Friday, April 19, 2024

whitespace

The Exhibition Nest homepage flows images of the art from user profiles, creating a gallery of work to explore and experience.

The Exhibition Nest homepage flows images of the art from user profiles, creating a gallery of work to explore and experience.

If you want to find an art exhibit to attend in cities including Boston, New York and Amsterdam, ExhibitionNest.com will help. If you just want to check out great contemporary works from artists in Boston and worldwide, the site is great for that too.

But that’s not really the point of Exhibition Nest, founder and curator Rob House said. It’s just Phase 1.

“I’ve always felt a bit isolated as an artist,” said House, whose own work tends toward painted portraiture in a dizzying array of styles, not so coincidentally shown off to great effect by his website’s gallery algorithm; he’s a Web designer as well as an artist (and a Jack the Ripper expert to boot), and he’s coding the site with co-founder Misha Koryak. “I was looking around at other sites that were out there and it just occurred to me there was no place where I could go and meet other artists online, especially ones that are local, and find out what’s happening in terms of exhibits.”

Exhibition Nest founder Rob House, in the image he chose for his own profile on the site.

Exhibition Nest founder Rob House, in the image he chose for his own profile on the site.

“The site is so small, but in the future I could envision it bringing culture to even smaller places than Boston and giving people a sense of community where they feel isolated,” House said. “The real goal is to empower artists by giving them resources and a sense there really is a community they can turn to, ask questions and collaborate.”

But between what House envisions and the current site – which he considers basic, “clunky” and still in beta and bug-fixing mode after launching in September – comes a few significant steps. First, he wants to give users the ability to “follow” artists who create profiles there in addition to being able to message them, a function the site already has. That could happen with a week. Then comes a way to have galleries themselves sign up and post their own exhibit content, a responsibility that now falls to House. (Although House is a Cambridge resident, New York’s exhibition content far outweighs Boston’s simply because there’s more going on in New York.) That could happen within two months.

Then comes the recruitment of contributors and introduction of arts content in blogs, interviews, artist profiles, online classes and how-tos, so artists can pass on tips to make their everyday needs easier – how to make gesso, for instance – or to pass on techniques that might otherwise fade away, such as the archaic but expressive wet-plate collodion photography now being practiced by Sally Mann and a handful of others. Ideally the content will be of interest to art lovers and artists equally.

Next up, probably next year: an innovation in e-commerce, although House worries that the modern focus on arts as a commodity benefits only a few. “We want to allow artists to sell art through the site, but I’m trying to come with some alternative ways to have artists make money off their art apart from just selling it,” House said. “There are a few things in the gestation stage there.”

Finally, House would like to see Exhibition Nest move offline in the form of talks and, more likely as the balance of its artists tilts further toward the professional, actual exhibitions. “What I really think a city like Boston needs is to support the arts a little bit more. Maybe the Exhibition Nest of the future can fill that type of role … I would love to someday have an actual, physical space for showing art, maybe just an event for people who’ve joined the site to have a show,” he said. “The MFA should be doing more to support local artists, and they really don’t do anything. Can you imagine if the Museum of Fine Art had a show that was like ‘100 Up-and-Coming Interesting Artists?’”

While institutions such as the MFA, deCordova Sculpture Park and Museum in Lincoln and Peabody Essex Museum in Salem may be afflicted with a staid, Boston Brahmin approach to the arts – largely content to mount variations on Sargent, Degas and the like – House sees potential in the Massachusetts Museum of Contemporary Art in North Adams and Boston’s own waterfront Institute of Contemporary Art. He’s even more excited by the proliferation of open studio events in the area.

“You go to those and you start seeing there is all this art going on, but it’s under the radar,” he said.

Having more creative-minded engineers come forward to help build and debug the website – which House hopes can happen because both he and Koryak work full-time and must do Exhibition Nest as a side project – would accelerate Exhibition Nest’s potential as a complement to those open studios. He enjoys curating the art and finding artists doing interesting things, but he also wants to get the site to where its content goes viral regularly and becomes self-sustaining.

That may be sooner than he thinks, even before some of the steps he thinks the site can take.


• What is required
Take every line from the records below that includes the word "Proportion".
====================
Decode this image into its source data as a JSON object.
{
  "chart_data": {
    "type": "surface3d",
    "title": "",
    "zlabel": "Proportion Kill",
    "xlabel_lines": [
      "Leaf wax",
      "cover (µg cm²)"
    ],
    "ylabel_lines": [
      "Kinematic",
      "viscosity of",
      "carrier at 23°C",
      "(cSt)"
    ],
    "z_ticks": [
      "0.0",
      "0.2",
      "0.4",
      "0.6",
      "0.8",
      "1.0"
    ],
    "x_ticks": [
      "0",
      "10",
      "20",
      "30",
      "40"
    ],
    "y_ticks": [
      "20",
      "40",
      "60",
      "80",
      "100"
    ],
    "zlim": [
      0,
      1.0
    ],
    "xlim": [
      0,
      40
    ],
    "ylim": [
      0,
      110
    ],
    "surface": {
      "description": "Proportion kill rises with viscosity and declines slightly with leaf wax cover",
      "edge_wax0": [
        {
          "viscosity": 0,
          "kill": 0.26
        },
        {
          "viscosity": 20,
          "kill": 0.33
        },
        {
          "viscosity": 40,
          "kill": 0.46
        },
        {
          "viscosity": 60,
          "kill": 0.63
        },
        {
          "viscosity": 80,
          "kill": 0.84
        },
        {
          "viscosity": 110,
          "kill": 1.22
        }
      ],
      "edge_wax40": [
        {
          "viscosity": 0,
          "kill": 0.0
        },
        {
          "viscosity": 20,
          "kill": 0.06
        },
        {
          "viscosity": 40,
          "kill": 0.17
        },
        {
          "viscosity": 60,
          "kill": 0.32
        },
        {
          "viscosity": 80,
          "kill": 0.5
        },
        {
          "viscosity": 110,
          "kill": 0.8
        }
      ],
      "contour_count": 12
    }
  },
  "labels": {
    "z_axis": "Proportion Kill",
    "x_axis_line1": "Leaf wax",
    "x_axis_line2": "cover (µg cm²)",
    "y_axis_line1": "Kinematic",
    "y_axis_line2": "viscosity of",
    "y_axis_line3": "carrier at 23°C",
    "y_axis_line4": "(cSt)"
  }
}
====================
• Task output
    "zlabel": "Proportion Kill",
      "description": "Proportion kill rises with viscosity and declines slightly with leaf wax cover",
    "z_axis": "Proportion Kill",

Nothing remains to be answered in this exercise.